Yeah, and you and I are of a certain age and we grew up or came through certainly corporate America, if you will, and I lived in the UK for a long time. But two things one, you know, leaders aren't born, they're made. And two, to the point I was just making, leadership is not a lot of, not about a lot of macho bullshit.

Speaker 1:

Right.

Speaker 2:

And if you look at the number of women leaders specifically in the world in which I've spent a lot of time professional services firms they have done great.

Speaker 1:

Absolutely.

Speaker 2:

So leadership is about being human, not about being some big swinging. What's it?

Speaker 1:

Yeah, that's a great thing.
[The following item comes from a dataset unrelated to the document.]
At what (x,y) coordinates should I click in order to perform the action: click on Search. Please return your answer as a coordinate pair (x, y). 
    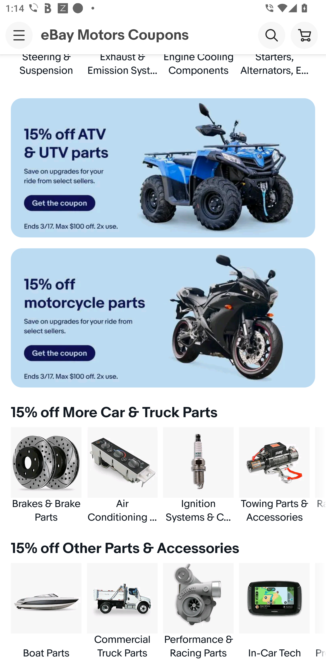
    Looking at the image, I should click on (271, 35).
I would say that's a theme of this interview is bringing it back down to the human, because, I might put it, to humanize the world. You know that that's a sort of a mission statement, I guess, for some of us, and seems like your work is right there. I think it's fantastic.

Speaker 2:

Well, you know, kind of on a personal basis, I got tired of all of that stuff pre COVID and I didn't know what I was going to do, but I knew I wasn't going to continue. I couldn't continue doing that Because I had more juice than I was allowed to utilize and I had more of a genuine at that time, just a kind of feeling and intuition you know one or two notes on the piano not 88, that I wanted to move in this direction, and so all I did was kind of start to give myself permission, open the speed a little bit, that yeah, okay, steve, you can move in the direction that you feel yourself being pulled, and three or four years later I have a whole different life.

Speaker 2:

Yeah, that's great One that I never thought possible, one that I still have a massive amount of work to kind of fully realize and make come true and make profitable. But damn it if I don't have my heart engaged and that's the most important thing for me.

Speaker 1:

Well, that's. I think that's a great way to sort of wrap it up. I so much appreciate you coming on and interviewing with me for this podcast, steve. I really appreciate it Totally my pleasure, Don.

Speaker 2:

I'm very grateful for the opportunity.

Speaker 1:

Yeah, and we'll all like I'll get back to you with the recording and the scheduled date and all that stuff and then we'll go from there and get it out there and get it out to our audience and I'm sure that they're really going to enjoy this information and enjoy meeting you.

Speaker 2:

Cool so again.

Speaker 1:

Thank you so much, steve, and this is Don Thompson, and I appreciate your time listening to our interview with Steve Kaplan and I look forward to speaking with you in the next podcast. So until then, have a great week. Talk to you soon, bye-bye, bye-bye.